This essay is taken from Generation Laudato Si’: Catholic Youth on Living Out an Ecological Spirituality, edited by Rebecca Rathbone and Simon Appolloni, published this year by Novalis. It is by Nolan Scharper, who is studying for a master’s in environment and sustainability at the University of Toronto. Since graduating from Oberlin College near Cleveland, Ohio, in 2016, he has worked with the New York Restoration Project, at the Canadian Ecology Centre in Samuel de Champlain Provincial Park near Mattawa, Ont., and as an educational programmer at Toronto’s Brickworks.
In 2016, a little over a year after the release of Laudato Si’, I thought I had left the Catholic Church far behind. I was 22 years old, had just moved to New York City and viewed Catholicism with a mix of anger and confusion. I could not, I thought, untangle my faith from the history of colonialism and imperialism that are woven into the legacy of the Church.
In New York, I started working for an environmental non-profit called the New York Restoration Project. They put me to work in Highbridge Park — a long, thin sliver of wild land that cuts through the steel and concrete flesh of Manhattan for almost 50 blocks, from 155th Street in Harlem to just below 201st Street in Inwood, one of the northernmost neighbourhoods in Manhattan, where the island descends into the ocean.
Highbridge Park sits on the heights, the lofty ridges that adorn northern Manhattan, affording awesome views of the Harlem River and the Bronx.
Yet, just like the city on which it perches like a brooding sentinel, Highbridge intertwines both the sacred and the profane into seemingly inextricable knots. It is a place where people come to do what in other places is taboo — whether that is to worship spirits, both beneficent and malevolent, to sacrifice animals, to shoot up, to live when there is nowhere else to go, to hide stolen goods and even to murder and bury the bodies of their victims.
People perform such acts in Highbridge because it is not a typical forest. It is a place that is infested with one of nature’s most enigmatic parasites: vines.
In Highbridge, vines grew rampant, seeming to choke every tree they could wrap themselves around and thereby consume the forest. I remember seeing vines as thick as pythons encircle trunks like fingers around a helpless throat. Because of their density, the vines obscured what was happening in the forest to the outside observer, allowing people privacy and sanctity to engage in both sacred and profane rituals and activities. My job, along with my crew, was to unwind these vines, trace them back to their roots and then dig them out. After doing so, we would plant native trees in an effort to restore balance to the forest.
As I did this work of physical untangling, I felt the old cynical prejudices strangling my faith begin to uncoil. Miraculously, I began to pray again — something I had not done seriously in years — at first alone, then with others of my crew.
“Around these community actions” Pope Francis articulates in Laudato Si’, “relationships develop or are recovered and a new social fabric emerges.” Ecological and spiritual restoration are not separate endeavours. They are interwoven into this “new social fabric,” threading together the mending of Mother Earth with the healing of the human soul.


Restate the entries below exactly, and keep all images out of the answer.

## Extracted records:
════

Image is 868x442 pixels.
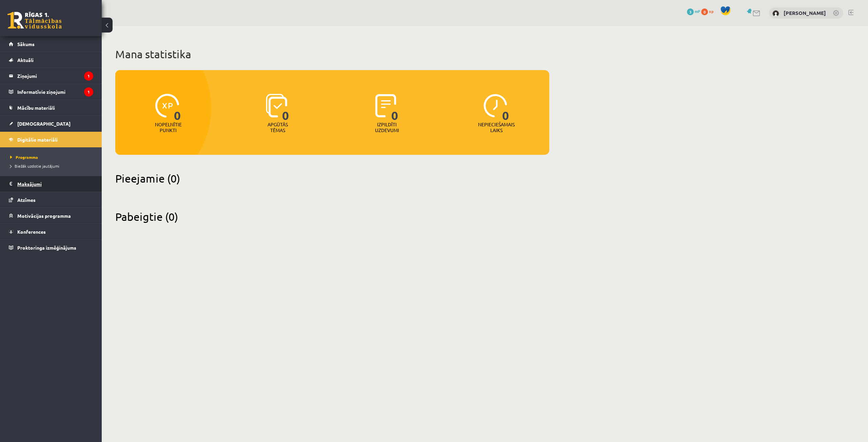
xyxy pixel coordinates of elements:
[155,94,179,118] img: icon-xp-0682a9bc20223a9ccc6f5883a126b849a74cddfe5390d2b41b4391c66f2066e7.svg
[375,94,397,118] img: icon-completed-tasks-ad58ae20a441b2904462921112bc710f1caf180af7a3daa7317a5a94f2d26646.svg
[709,8,713,14] span: xp
[155,121,182,133] p: Nopelnītie punkti
[115,210,549,223] h2: Pabeigtie (0)
[9,68,93,84] a: Ziņojumi1
[9,100,93,115] a: Mācību materiāli
[115,171,549,185] h2: Pieejamie (0)
[478,121,515,133] p: Nepieciešamais laiks
[174,94,181,121] span: 0
[10,163,59,168] span: Biežāk uzdotie jautājumi
[772,10,779,17] img: Alexandra Pavlova
[18,136,57,143] span: Digitālie materiāli
[18,57,34,63] span: Aktuāli
[18,41,34,47] span: Sākums
[7,12,62,29] a: Rīgas 1. Tālmācības vidusskola
[701,8,717,14] a: 0 xp
[282,94,289,121] span: 0
[9,224,93,240] a: Konferences
[18,68,93,84] legend: Ziņojumi
[9,240,93,255] a: Proktoringa izmēģinājums
[18,104,55,110] span: Mācību materiāli
[18,84,93,100] legend: Informatīvie ziņojumi
[695,8,700,14] span: mP
[783,10,826,16] a: [PERSON_NAME]
[9,208,93,223] a: Motivācijas programma
[10,163,95,169] a: Biežāk uzdotie jautājumi
[9,116,93,132] a: [DEMOGRAPHIC_DATA]
[391,94,398,121] span: 0
[18,176,93,191] legend: Maksājumi
[9,52,93,68] a: Aktuāli
[687,8,694,15] span: 3
[9,36,93,52] a: Sākums
[9,176,93,191] a: Maksājumi
[84,88,93,97] i: 1
[9,192,93,208] a: Atzīmes
[502,94,510,121] span: 0
[18,229,46,235] span: Konferences
[115,48,549,61] h1: Mana statistika
[10,154,95,160] a: Programma
[484,94,507,118] img: icon-clock-7be60019b62300814b6bd22b8e044499b485619524d84068768e800edab66f18.svg
[701,8,708,15] span: 0
[265,121,291,133] p: Apgūtās tēmas
[687,8,700,14] a: 3 mP
[84,71,93,81] i: 1
[18,245,76,251] span: Proktoringa izmēģinājums
[18,121,71,127] span: [DEMOGRAPHIC_DATA]
[9,84,93,100] a: Informatīvie ziņojumi1
[18,213,71,219] span: Motivācijas programma
[18,197,36,203] span: Atzīmes
[266,94,287,118] img: icon-learned-topics-4a711ccc23c960034f471b6e78daf4a3bad4a20eaf4de84257b87e66633f6470.svg
[374,121,400,133] p: Izpildīti uzdevumi
[9,132,93,147] a: Digitālie materiāli
[10,155,38,160] span: Programma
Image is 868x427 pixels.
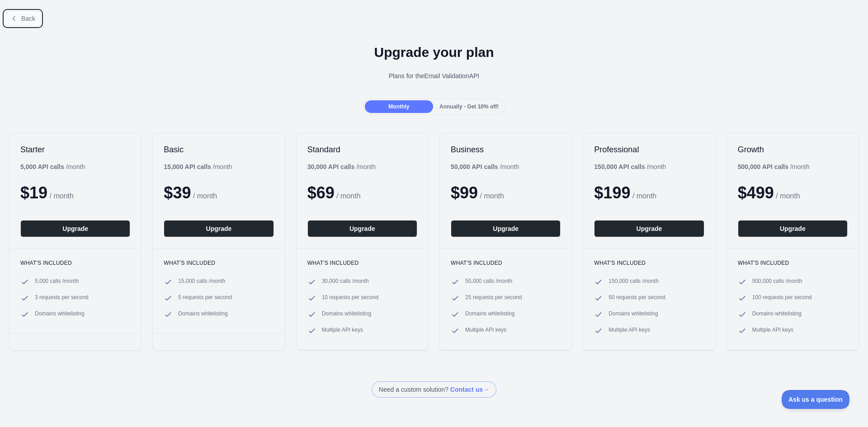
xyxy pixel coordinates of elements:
[480,192,504,199] span: / month
[307,220,417,237] button: Upgrade
[450,220,560,237] button: Upgrade
[594,220,704,237] button: Upgrade
[632,192,656,199] span: / month
[594,184,630,202] span: $ 199
[336,192,360,199] span: / month
[450,184,478,202] span: $ 99
[781,390,850,409] iframe: Toggle Customer Support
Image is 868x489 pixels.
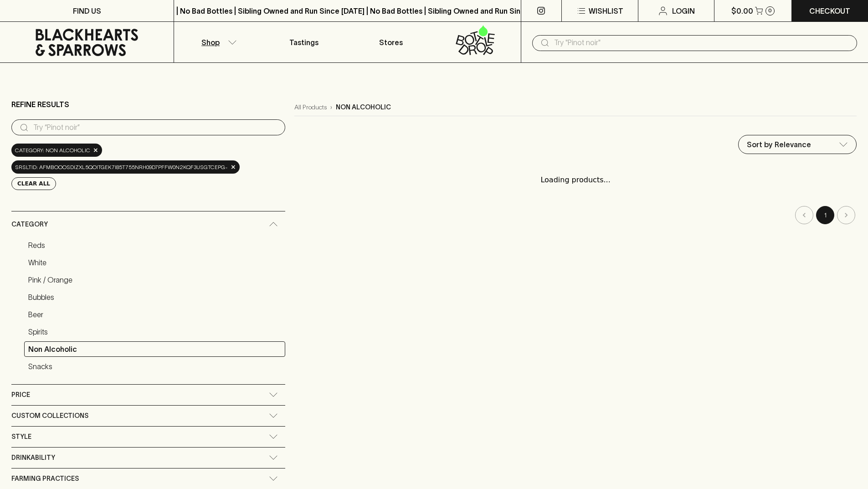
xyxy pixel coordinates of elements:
[816,206,834,224] button: page 1
[24,342,285,357] a: Non Alcoholic
[12,99,69,110] p: Refine Results
[331,103,332,112] p: ›
[24,290,285,305] a: Bubbles
[732,6,753,17] p: $0.00
[295,165,856,195] div: Loading products...
[295,103,327,112] a: All Products
[768,8,772,13] p: 0
[12,452,55,463] span: Drinkability
[295,206,856,224] nav: pagination navigation
[554,35,850,50] input: Try "Pinot noir"
[73,6,101,17] p: FIND US
[809,6,850,17] p: Checkout
[201,37,220,48] p: Shop
[24,272,285,288] a: Pink / Orange
[12,427,285,447] div: Style
[174,22,261,62] button: Shop
[12,406,285,426] div: Custom Collections
[33,120,278,135] input: Try “Pinot noir”
[24,324,285,340] a: Spirits
[747,139,811,150] p: Sort by Relevance
[290,37,318,48] p: Tastings
[12,389,30,401] span: Price
[589,6,623,17] p: Wishlist
[739,135,856,154] div: Sort by Relevance
[93,145,99,155] span: ×
[24,255,285,270] a: White
[15,146,90,155] span: Category: non alcoholic
[12,431,31,443] span: Style
[12,385,285,405] div: Price
[12,473,79,485] span: Farming Practices
[379,37,403,48] p: Stores
[672,6,695,17] p: Login
[12,468,285,489] div: Farming Practices
[12,211,285,238] div: Category
[24,359,285,374] a: Snacks
[336,103,391,112] p: non alcoholic
[24,307,285,322] a: Beer
[12,178,56,190] button: Clear All
[12,448,285,468] div: Drinkability
[15,163,228,172] span: srsltid: AfmBOoosDiZxL5qoiTGek7i85t755nRH09D7pFFw0n2Kqf3USgTCepG-
[348,22,434,62] a: Stores
[261,22,347,62] a: Tastings
[12,410,88,422] span: Custom Collections
[24,238,285,253] a: Reds
[231,162,236,172] span: ×
[12,219,48,230] span: Category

════

## Task solution:
Image is 868x442 pixels.
xyxy pixel coordinates of elements:
[155,94,179,118] img: icon-xp-0682a9bc20223a9ccc6f5883a126b849a74cddfe5390d2b41b4391c66f2066e7.svg
[375,94,397,118] img: icon-completed-tasks-ad58ae20a441b2904462921112bc710f1caf180af7a3daa7317a5a94f2d26646.svg
[709,8,713,14] span: xp
[155,121,182,133] p: Nopelnītie punkti
[115,210,549,223] h2: Pabeigtie (0)
[9,68,93,84] a: Ziņojumi1
[9,100,93,115] a: Mācību materiāli
[115,171,549,185] h2: Pieejamie (0)
[478,121,515,133] p: Nepieciešamais laiks
[174,94,181,121] span: 0
[10,163,59,168] span: Biežāk uzdotie jautājumi
[772,10,779,17] img: Alexandra Pavlova
[18,136,57,143] span: Digitālie materiāli
[18,57,34,63] span: Aktuāli
[18,41,34,47] span: Sākums
[7,12,62,29] a: Rīgas 1. Tālmācības vidusskola
[701,8,717,14] a: 0 xp
[282,94,289,121] span: 0
[9,224,93,240] a: Konferences
[18,68,93,84] legend: Ziņojumi
[9,240,93,255] a: Proktoringa izmēģinājums
[18,104,55,110] span: Mācību materiāli
[18,84,93,100] legend: Informatīvie ziņojumi
[695,8,700,14] span: mP
[783,10,826,16] a: [PERSON_NAME]
[9,208,93,223] a: Motivācijas programma
[10,163,95,169] a: Biežāk uzdotie jautājumi
[9,116,93,132] a: [DEMOGRAPHIC_DATA]
[391,94,398,121] span: 0
[18,176,93,191] legend: Maksājumi
[9,52,93,68] a: Aktuāli
[687,8,694,15] span: 3
[9,36,93,52] a: Sākums
[9,176,93,191] a: Maksājumi
[84,88,93,97] i: 1
[9,192,93,208] a: Atzīmes
[502,94,510,121] span: 0
[18,229,46,235] span: Konferences
[115,48,549,61] h1: Mana statistika
[10,154,95,160] a: Programma
[484,94,507,118] img: icon-clock-7be60019b62300814b6bd22b8e044499b485619524d84068768e800edab66f18.svg
[701,8,708,15] span: 0
[265,121,291,133] p: Apgūtās tēmas
[687,8,700,14] a: 3 mP
[84,71,93,81] i: 1
[18,245,76,251] span: Proktoringa izmēģinājums
[18,121,71,127] span: [DEMOGRAPHIC_DATA]
[9,84,93,100] a: Informatīvie ziņojumi1
[18,213,71,219] span: Motivācijas programma
[18,197,36,203] span: Atzīmes
[266,94,287,118] img: icon-learned-topics-4a711ccc23c960034f471b6e78daf4a3bad4a20eaf4de84257b87e66633f6470.svg
[374,121,400,133] p: Izpildīti uzdevumi
[9,132,93,147] a: Digitālie materiāli
[10,155,38,160] span: Programma
Image is 868x427 pixels.
xyxy pixel coordinates of elements:
[480,192,504,199] span: / month
[307,220,417,237] button: Upgrade
[450,220,560,237] button: Upgrade
[594,220,704,237] button: Upgrade
[632,192,656,199] span: / month
[594,184,630,202] span: $ 199
[336,192,360,199] span: / month
[450,184,478,202] span: $ 99
[781,390,850,409] iframe: Toggle Customer Support
Image is 868x489 pixels.
xyxy pixel coordinates of elements:
[816,206,834,224] button: page 1
[24,342,285,357] a: Non Alcoholic
[12,99,69,110] p: Refine Results
[331,103,332,112] p: ›
[24,290,285,305] a: Bubbles
[732,6,753,17] p: $0.00
[295,165,856,195] div: Loading products...
[295,103,327,112] a: All Products
[768,8,772,13] p: 0
[12,452,55,463] span: Drinkability
[295,206,856,224] nav: pagination navigation
[554,35,850,50] input: Try "Pinot noir"
[73,6,101,17] p: FIND US
[809,6,850,17] p: Checkout
[201,37,220,48] p: Shop
[24,272,285,288] a: Pink / Orange
[12,427,285,447] div: Style
[174,22,261,62] button: Shop
[12,406,285,426] div: Custom Collections
[33,120,278,135] input: Try “Pinot noir”
[24,324,285,340] a: Spirits
[747,139,811,150] p: Sort by Relevance
[290,37,318,48] p: Tastings
[12,389,30,401] span: Price
[589,6,623,17] p: Wishlist
[739,135,856,154] div: Sort by Relevance
[93,145,99,155] span: ×
[24,255,285,270] a: White
[15,146,90,155] span: Category: non alcoholic
[12,431,31,443] span: Style
[12,385,285,405] div: Price
[12,473,79,485] span: Farming Practices
[379,37,403,48] p: Stores
[672,6,695,17] p: Login
[12,468,285,489] div: Farming Practices
[12,211,285,238] div: Category
[24,359,285,374] a: Snacks
[336,103,391,112] p: non alcoholic
[24,307,285,322] a: Beer
[12,178,56,190] button: Clear All
[12,448,285,468] div: Drinkability
[15,163,228,172] span: srsltid: AfmBOoosDiZxL5qoiTGek7i85t755nRH09D7pFFw0n2Kqf3USgTCepG-
[348,22,434,62] a: Stores
[261,22,347,62] a: Tastings
[12,410,88,422] span: Custom Collections
[24,238,285,253] a: Reds
[231,162,236,172] span: ×
[12,219,48,230] span: Category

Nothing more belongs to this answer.